If you run this route far enough you run the risk of self important lies like I did.  You look at yourself, compared to others lack of challenging their beliefs, and you begin to think of yourself as special.  It’s a nice lie.  It feels good to think of one’s self as better than others.  It doesn’t really hurt anyone.  In a way it helps give you confidence and faith in your self that you can challenge the bigger fears and false beliefs in your mind.   Your new Ego is an ally helping dismantle the myths we live by.  In some circles it’s called the Spiritual Ego.
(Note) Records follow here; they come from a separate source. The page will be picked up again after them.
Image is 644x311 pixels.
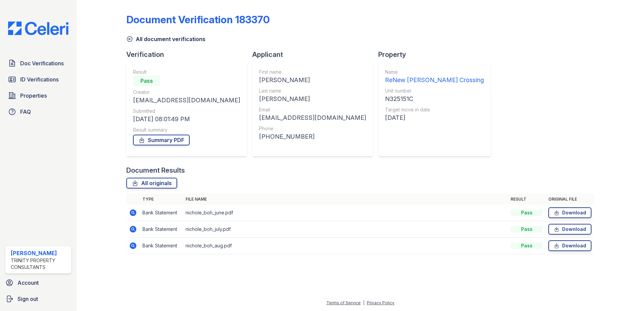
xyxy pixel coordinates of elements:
span: Sign out [17,295,38,303]
div: Pass [133,75,160,86]
span: Doc Verifications [20,59,64,68]
a: Name ReNew [PERSON_NAME] Crossing [385,69,484,85]
div: Property [378,50,496,59]
img: CE_Logo_Blue-a8612792a0a2168367f1c8372b55b34899dd931a85d93a1a3d3e32e68fde9ad4.png [3,21,74,35]
div: Pass [510,226,543,233]
div: [EMAIL_ADDRESS][DOMAIN_NAME] [133,96,240,105]
a: Sign out [3,292,74,306]
td: Bank Statement [140,221,183,238]
a: Terms of Service [326,300,361,305]
div: Creator [133,89,240,96]
div: [DATE] 08:01:49 PM [133,114,240,124]
div: Result [133,69,240,75]
div: [PERSON_NAME] [11,249,68,257]
a: Doc Verifications [6,56,71,70]
th: Type [140,194,183,205]
div: Last name [259,87,366,94]
div: Applicant [252,50,378,59]
div: N325151C [385,94,484,104]
a: Properties [6,89,71,103]
div: Name [385,69,484,75]
td: Bank Statement [140,238,183,254]
a: All document verifications [126,35,206,43]
div: [DATE] [385,113,484,123]
a: Download [548,207,592,218]
div: Result summary [133,127,240,134]
div: Target move in date [385,106,484,113]
div: Trinity Property Consultants [11,257,68,271]
a: FAQ [6,105,71,118]
a: Download [548,241,592,251]
div: ReNew [PERSON_NAME] Crossing [385,75,484,85]
span: FAQ [20,108,31,116]
div: Phone [259,125,366,132]
a: Download [548,224,592,235]
a: Summary PDF [133,135,190,145]
td: Bank Statement [140,205,183,221]
a: Privacy Policy [367,300,394,305]
a: ID Verifications [6,73,71,86]
div: Pass [510,242,543,249]
td: nichole_boh_aug.pdf [183,238,508,254]
td: nichole_boh_june.pdf [183,205,508,221]
div: [EMAIL_ADDRESS][DOMAIN_NAME] [259,113,366,123]
div: Submitted [133,108,240,114]
th: Original file [546,194,594,205]
div: Verification [126,50,252,59]
div: Pass [510,210,543,216]
div: | [363,300,365,305]
div: [PERSON_NAME] [259,94,366,104]
a: All originals [126,178,177,189]
span: ID Verifications [20,75,59,83]
span: Account [17,279,39,287]
div: Unit number [385,87,484,94]
div: First name [259,69,366,75]
div: [PHONE_NUMBER] [259,132,366,141]
span: Properties [20,92,47,100]
th: File name [183,194,508,205]
div: Email [259,106,366,113]
div: Document Verification 183370 [126,14,270,25]
div: Document Results [126,166,185,175]
th: Result [508,194,546,205]
div: [PERSON_NAME] [259,75,366,85]
a: Account [3,276,74,290]
td: nichole_boh_july.pdf [183,221,508,238]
Then, at some point in your journey, the Spiritual Ego becomes one of the few remaining myths you live by.  With enough awareness of self, this grandiose image of ourself as a courageous warrior no longer fits.  These false beliefs that seemed so big and scary in the beginning aren’t a big deal anymore.  Maybe it is because we have been doing the work for a while so it doesn’t feel like a big deal anymore.  Maybe it is because we realize that we are only fighting dreams in our imagination.  We realize that to face such a challenge doesn’t really take any extraordinary courage at all.  It just takes common sense.

So with our most powerful tool, common sense, we realize the spiritual warrior or enlightened being with special consciousness story doesn’t seem to fit anymore.  We are left to dissolve that mythological image of a Spiritual Ego.    We drop it.   With that the spiritual ego dissolves, we become more humble.  We become authentic.  We begin to experience a new kind of peace and happiness free of the myths in our mind.

These are some of the steps you may face on your Pathway To Happiness.

You will find an outline of practical exercises and practices for identifying and changing your core beliefs in the Self Mastery course. It’s an audio program that you can download and listen to.   The first 4 sessions are free.